Reclaiming History From Howard Zinn
If you’re old enough to remember the Soviet Union, you’ve probably wondered why so many young people today seem attracted to socialism. One influence is Howard Zinn, who published “A People’s History of the United States” in 1980, the year before the first millennials were born.
The book “continues to be assigned in countless college and high-school courses, but its commercial sales have remained strong as well,” the Chronicle of Higher Education reported in 2003, on the occasion of its millionth copy sold. It kept selling after Zinn died in 2010: The Zinn Education Program website now claims more than two million sales.

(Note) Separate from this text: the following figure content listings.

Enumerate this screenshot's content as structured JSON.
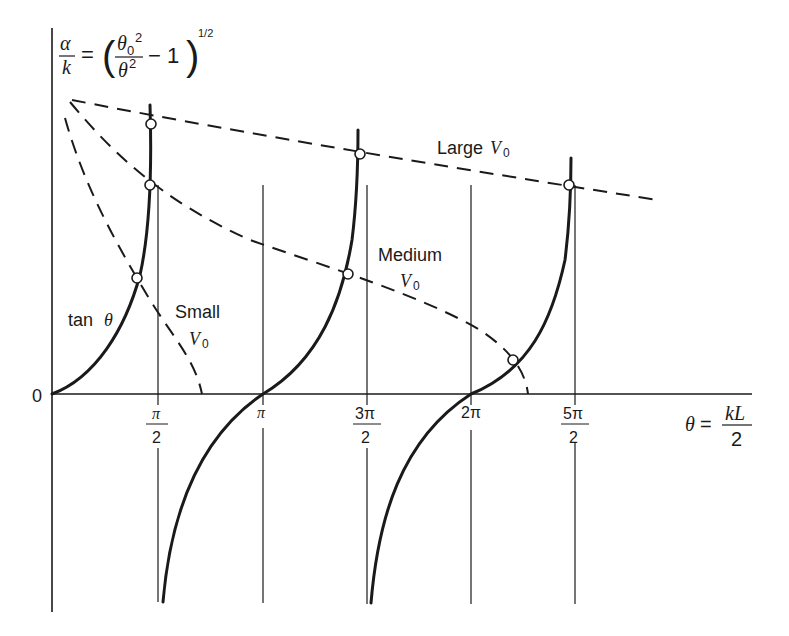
{
  "diagram": {
    "title_formula": {
      "lhs_num": "α",
      "lhs_den": "k",
      "equals": "=",
      "inner_num": "θ",
      "inner_num_sub": "0",
      "inner_num_sup": "2",
      "inner_den": "θ",
      "inner_den_sup": "2",
      "minus_one": "− 1",
      "exponent": "1/2"
    },
    "x_axis": {
      "origin_label": "0",
      "ticks": [
        {
          "num": "π",
          "den": "2"
        },
        {
          "num": "π",
          "den": ""
        },
        {
          "num": "3π",
          "den": "2"
        },
        {
          "num": "2π",
          "den": ""
        },
        {
          "num": "5π",
          "den": "2"
        }
      ],
      "label_lhs": "θ",
      "label_eq": "=",
      "label_num": "kL",
      "label_den": "2"
    },
    "curves": {
      "tan_label": "tan",
      "tan_theta": "θ",
      "small_label": "Small",
      "medium_label": "Medium",
      "large_label": "Large",
      "v_label": "V",
      "v_sub": "0"
    },
    "colors": {
      "ink": "#1a1a1a",
      "background": "#ffffff"
    }
  }
}
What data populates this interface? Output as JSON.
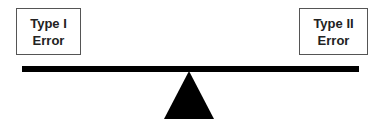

Historian Wilfred McClay aspires to be the antidote to Zinn, whom he accuses of “greatly oversimplifying the past and turning American history into a comic-book melodrama in which ‘the people’ are constantly being abused by ‘the rulers.’ ” Mr. McClay’s counterpoint, which comes out next week, is titled “Land of Hope: An Invitation to the Great American Story.”
He says he doesn’t mean his new book as “some saccharine whitewash of American history.” But he’s seen too many students drawn to Zinn because the standard textbooks are visionless and tedious. “Just as nature abhors a vacuum,” Mr. McClay says, “so a culture will find some kind of grand narrative of itself to feed upon, even a poisonous one.”
A lousy story is better than no story at all: “We historians have for years been supplying an account of the American past that is so unedifying and lacking in larger perspective that Zinn’s sweeping melodrama looks good by comparison. Zinn’s success is indicative of our failure. We have to do better.”